Genoese Washerwomen — Book 4, "London and Genoa. 1843-1845," chap. v, "Work in Genoa: Palazzo Peschieri. 1844." Extra illustration by Fred Barnard for John Forster's Life of Charles Dickens, the twenty-second volume of The Household Edition (1879). Composite woodblock engraving by Dalziels, 10.8 by 14 cm (4 ¼ by 5 ½ inches), page 157, framed. [Click on the image to enlarge it.]

Passage Illustrated: Dickens and His Family at The Bagnerello, Genoa

The Religious Houses he made early and many enquiries about, and there was one that had stirred and baffled his curiosity much before he discovered what it really was. All that was visible from the street was a great high wall, apparently quite alone, no thicker than a party wall, with grated windows, to which iron screens gave farther protection. At first he supposed there had been a fire; but by degrees came to know that on the other side were galleries, one above another, one above another, and nuns always pacing them to and fro. Like the wall of a racket-ground outside, it was inside a very large nunnery; and let the poor sisters walk never so much, neither they nor the passers-by could see anything of each other. It was close upon the Acqua Sola, too; a little park with still young but very pretty trees, and fresh and cheerful fountains, which the Genoese made their Sunday promenade; and underneath which was an archway with great public tanks, where, at all ordinary times, washerwomen were washing away, thirty or forty together. At Albaro they were worse off in this matter: the clothes there being washed in a pond, beaten with gourds, and whitened with a preparation of lime: "so that," he wrote to me (24th of August), "what between the beating and the burning they fall into holes unexpectedly, and my white trowsers, after six weeks' washing, would make very good fishing-nets. It is such a serious damage that when we get into the Peschiere we mean to wash at home." [Book the Fourth — London and Genoa. 1843-1845," Chapter IV, "Idleness at Albaro: Villa Bagnerello. 1844," 157]

Related Material: Dickens and His Family in Italy, 1844

Scanned image and text by Philip V. Allingham [You may use the image without prior permission for any scholarly or educational purpose as long as you (1) credit the person who scanned the image, and (2) link your document to this URL in a web document or cite the Victorian Web in a print one.]

Bibliography

Ackroyd, Peter. Dickens: A Biography. London: Sinclair-Stevenson, 1990.

Barnard, Fred, et al. Scenes and Characters from the Works of Charles Dickens; being eight hundred and sixty-six drawings by Fred Barnard, Hablot K. Browne (Phiz), J. Mahoney [and others] printed from the original woodblocks engraved for "The Household Edition." London: Chapman & Hall, 1908. Page 568.

[The copy of the book from which these pictures were scanned is in the Irving K. Barber Learning Centre, University of British Columbia, Vancouver, Canada.]

Forster, John. The Life of Charles Dickens. London: Chapman & Hall, 1872 and 1874. 3 vols.

Forster, John. The Life of Charles Dickens. Illustrated by Fred Barnard. 22 vols. London: Chapman & Hall, 1879. Vol. XXII.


[Goal of the exercise] When you repeat the entries below, keep each word exactly as it is and drop the pictures.
++++ Material for the task
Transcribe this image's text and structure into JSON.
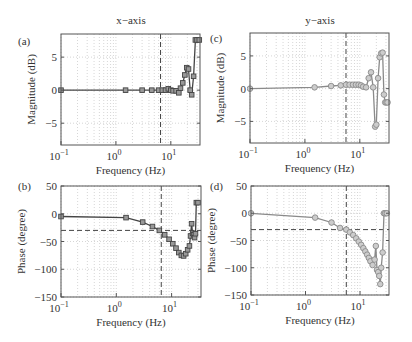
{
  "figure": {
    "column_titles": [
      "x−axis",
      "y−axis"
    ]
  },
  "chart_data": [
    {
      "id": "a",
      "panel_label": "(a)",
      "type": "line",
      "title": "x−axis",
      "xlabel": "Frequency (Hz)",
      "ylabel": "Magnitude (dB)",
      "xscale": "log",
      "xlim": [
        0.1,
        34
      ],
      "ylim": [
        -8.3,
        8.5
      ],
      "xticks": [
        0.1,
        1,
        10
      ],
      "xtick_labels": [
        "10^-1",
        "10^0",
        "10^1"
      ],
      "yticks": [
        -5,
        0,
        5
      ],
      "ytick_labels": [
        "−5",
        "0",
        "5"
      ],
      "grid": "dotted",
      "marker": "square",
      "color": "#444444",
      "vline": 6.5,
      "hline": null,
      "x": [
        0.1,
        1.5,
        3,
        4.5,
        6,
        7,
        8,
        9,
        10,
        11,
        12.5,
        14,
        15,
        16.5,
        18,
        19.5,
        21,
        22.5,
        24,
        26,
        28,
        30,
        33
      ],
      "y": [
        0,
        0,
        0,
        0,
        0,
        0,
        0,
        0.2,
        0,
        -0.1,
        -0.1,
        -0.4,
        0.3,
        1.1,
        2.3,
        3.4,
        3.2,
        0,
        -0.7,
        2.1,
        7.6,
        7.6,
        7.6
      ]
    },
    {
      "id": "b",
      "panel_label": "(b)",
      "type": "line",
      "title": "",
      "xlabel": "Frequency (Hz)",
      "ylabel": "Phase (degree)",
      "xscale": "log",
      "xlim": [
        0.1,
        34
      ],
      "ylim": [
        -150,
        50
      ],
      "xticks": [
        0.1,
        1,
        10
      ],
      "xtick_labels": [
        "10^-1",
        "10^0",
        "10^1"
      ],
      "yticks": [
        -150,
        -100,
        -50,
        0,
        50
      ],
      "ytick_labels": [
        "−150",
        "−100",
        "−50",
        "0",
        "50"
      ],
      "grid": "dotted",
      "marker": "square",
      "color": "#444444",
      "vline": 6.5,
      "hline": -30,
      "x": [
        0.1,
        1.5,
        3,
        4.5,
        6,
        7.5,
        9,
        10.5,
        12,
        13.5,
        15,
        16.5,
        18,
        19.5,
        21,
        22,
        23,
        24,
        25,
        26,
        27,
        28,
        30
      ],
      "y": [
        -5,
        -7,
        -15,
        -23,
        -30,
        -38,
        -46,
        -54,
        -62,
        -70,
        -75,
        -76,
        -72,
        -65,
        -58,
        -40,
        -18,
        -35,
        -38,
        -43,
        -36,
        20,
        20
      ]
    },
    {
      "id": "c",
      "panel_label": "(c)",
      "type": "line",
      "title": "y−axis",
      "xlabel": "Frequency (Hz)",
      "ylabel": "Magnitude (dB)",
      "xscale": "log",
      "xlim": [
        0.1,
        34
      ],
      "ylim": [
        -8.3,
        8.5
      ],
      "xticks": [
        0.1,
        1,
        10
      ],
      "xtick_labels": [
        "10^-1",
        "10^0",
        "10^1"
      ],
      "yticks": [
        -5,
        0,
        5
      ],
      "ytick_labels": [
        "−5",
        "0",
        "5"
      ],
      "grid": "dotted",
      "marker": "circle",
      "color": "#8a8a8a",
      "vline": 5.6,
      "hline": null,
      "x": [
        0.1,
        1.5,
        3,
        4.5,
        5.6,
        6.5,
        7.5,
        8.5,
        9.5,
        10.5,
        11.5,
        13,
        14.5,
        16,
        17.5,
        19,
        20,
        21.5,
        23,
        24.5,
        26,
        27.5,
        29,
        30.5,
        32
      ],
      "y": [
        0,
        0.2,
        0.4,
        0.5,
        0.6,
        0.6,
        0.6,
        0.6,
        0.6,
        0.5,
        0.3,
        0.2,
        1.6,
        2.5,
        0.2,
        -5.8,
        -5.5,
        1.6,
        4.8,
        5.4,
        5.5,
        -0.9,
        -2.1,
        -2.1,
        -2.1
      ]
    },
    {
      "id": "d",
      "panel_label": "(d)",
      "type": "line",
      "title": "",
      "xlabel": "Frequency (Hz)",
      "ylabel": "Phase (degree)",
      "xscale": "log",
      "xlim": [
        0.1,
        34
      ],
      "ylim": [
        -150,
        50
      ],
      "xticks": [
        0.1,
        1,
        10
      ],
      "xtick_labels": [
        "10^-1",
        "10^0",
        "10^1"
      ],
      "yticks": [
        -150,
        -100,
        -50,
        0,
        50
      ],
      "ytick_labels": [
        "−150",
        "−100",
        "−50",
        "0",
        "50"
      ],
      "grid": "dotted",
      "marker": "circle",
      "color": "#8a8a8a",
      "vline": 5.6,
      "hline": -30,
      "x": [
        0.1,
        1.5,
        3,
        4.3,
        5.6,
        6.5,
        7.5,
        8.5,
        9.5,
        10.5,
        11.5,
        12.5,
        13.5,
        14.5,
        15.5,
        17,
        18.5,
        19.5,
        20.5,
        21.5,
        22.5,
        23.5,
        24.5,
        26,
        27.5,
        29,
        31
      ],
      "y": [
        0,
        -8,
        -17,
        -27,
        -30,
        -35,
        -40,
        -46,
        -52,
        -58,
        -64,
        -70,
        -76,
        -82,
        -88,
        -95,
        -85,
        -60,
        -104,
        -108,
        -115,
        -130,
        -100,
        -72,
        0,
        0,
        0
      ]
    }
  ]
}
++++++++
[Finished exercise]
Transcribe this image's text and structure into JSON.
{
  "figure": {
    "column_titles": [
      "x−axis",
      "y−axis"
    ]
  },
  "chart_data": [
    {
      "id": "a",
      "panel_label": "(a)",
      "type": "line",
      "title": "x−axis",
      "xlabel": "Frequency (Hz)",
      "ylabel": "Magnitude (dB)",
      "xscale": "log",
      "xlim": [
        0.1,
        34
      ],
      "ylim": [
        -8.3,
        8.5
      ],
      "xticks": [
        0.1,
        1,
        10
      ],
      "xtick_labels": [
        "10^-1",
        "10^0",
        "10^1"
      ],
      "yticks": [
        -5,
        0,
        5
      ],
      "ytick_labels": [
        "−5",
        "0",
        "5"
      ],
      "grid": "dotted",
      "marker": "square",
      "color": "#444444",
      "vline": 6.5,
      "hline": null,
      "x": [
        0.1,
        1.5,
        3,
        4.5,
        6,
        7,
        8,
        9,
        10,
        11,
        12.5,
        14,
        15,
        16.5,
        18,
        19.5,
        21,
        22.5,
        24,
        26,
        28,
        30,
        33
      ],
      "y": [
        0,
        0,
        0,
        0,
        0,
        0,
        0,
        0.2,
        0,
        -0.1,
        -0.1,
        -0.4,
        0.3,
        1.1,
        2.3,
        3.4,
        3.2,
        0,
        -0.7,
        2.1,
        7.6,
        7.6,
        7.6
      ]
    },
    {
      "id": "b",
      "panel_label": "(b)",
      "type": "line",
      "title": "",
      "xlabel": "Frequency (Hz)",
      "ylabel": "Phase (degree)",
      "xscale": "log",
      "xlim": [
        0.1,
        34
      ],
      "ylim": [
        -150,
        50
      ],
      "xticks": [
        0.1,
        1,
        10
      ],
      "xtick_labels": [
        "10^-1",
        "10^0",
        "10^1"
      ],
      "yticks": [
        -150,
        -100,
        -50,
        0,
        50
      ],
      "ytick_labels": [
        "−150",
        "−100",
        "−50",
        "0",
        "50"
      ],
      "grid": "dotted",
      "marker": "square",
      "color": "#444444",
      "vline": 6.5,
      "hline": -30,
      "x": [
        0.1,
        1.5,
        3,
        4.5,
        6,
        7.5,
        9,
        10.5,
        12,
        13.5,
        15,
        16.5,
        18,
        19.5,
        21,
        22,
        23,
        24,
        25,
        26,
        27,
        28,
        30
      ],
      "y": [
        -5,
        -7,
        -15,
        -23,
        -30,
        -38,
        -46,
        -54,
        -62,
        -70,
        -75,
        -76,
        -72,
        -65,
        -58,
        -40,
        -18,
        -35,
        -38,
        -43,
        -36,
        20,
        20
      ]
    },
    {
      "id": "c",
      "panel_label": "(c)",
      "type": "line",
      "title": "y−axis",
      "xlabel": "Frequency (Hz)",
      "ylabel": "Magnitude (dB)",
      "xscale": "log",
      "xlim": [
        0.1,
        34
      ],
      "ylim": [
        -8.3,
        8.5
      ],
      "xticks": [
        0.1,
        1,
        10
      ],
      "xtick_labels": [
        "10^-1",
        "10^0",
        "10^1"
      ],
      "yticks": [
        -5,
        0,
        5
      ],
      "ytick_labels": [
        "−5",
        "0",
        "5"
      ],
      "grid": "dotted",
      "marker": "circle",
      "color": "#8a8a8a",
      "vline": 5.6,
      "hline": null,
      "x": [
        0.1,
        1.5,
        3,
        4.5,
        5.6,
        6.5,
        7.5,
        8.5,
        9.5,
        10.5,
        11.5,
        13,
        14.5,
        16,
        17.5,
        19,
        20,
        21.5,
        23,
        24.5,
        26,
        27.5,
        29,
        30.5,
        32
      ],
      "y": [
        0,
        0.2,
        0.4,
        0.5,
        0.6,
        0.6,
        0.6,
        0.6,
        0.6,
        0.5,
        0.3,
        0.2,
        1.6,
        2.5,
        0.2,
        -5.8,
        -5.5,
        1.6,
        4.8,
        5.4,
        5.5,
        -0.9,
        -2.1,
        -2.1,
        -2.1
      ]
    },
    {
      "id": "d",
      "panel_label": "(d)",
      "type": "line",
      "title": "",
      "xlabel": "Frequency (Hz)",
      "ylabel": "Phase (degree)",
      "xscale": "log",
      "xlim": [
        0.1,
        34
      ],
      "ylim": [
        -150,
        50
      ],
      "xticks": [
        0.1,
        1,
        10
      ],
      "xtick_labels": [
        "10^-1",
        "10^0",
        "10^1"
      ],
      "yticks": [
        -150,
        -100,
        -50,
        0,
        50
      ],
      "ytick_labels": [
        "−150",
        "−100",
        "−50",
        "0",
        "50"
      ],
      "grid": "dotted",
      "marker": "circle",
      "color": "#8a8a8a",
      "vline": 5.6,
      "hline": -30,
      "x": [
        0.1,
        1.5,
        3,
        4.3,
        5.6,
        6.5,
        7.5,
        8.5,
        9.5,
        10.5,
        11.5,
        12.5,
        13.5,
        14.5,
        15.5,
        17,
        18.5,
        19.5,
        20.5,
        21.5,
        22.5,
        23.5,
        24.5,
        26,
        27.5,
        29,
        31
      ],
      "y": [
        0,
        -8,
        -17,
        -27,
        -30,
        -35,
        -40,
        -46,
        -52,
        -58,
        -64,
        -70,
        -76,
        -82,
        -88,
        -95,
        -85,
        -60,
        -104,
        -108,
        -115,
        -130,
        -100,
        -72,
        0,
        0,
        0
      ]
    }
  ]
}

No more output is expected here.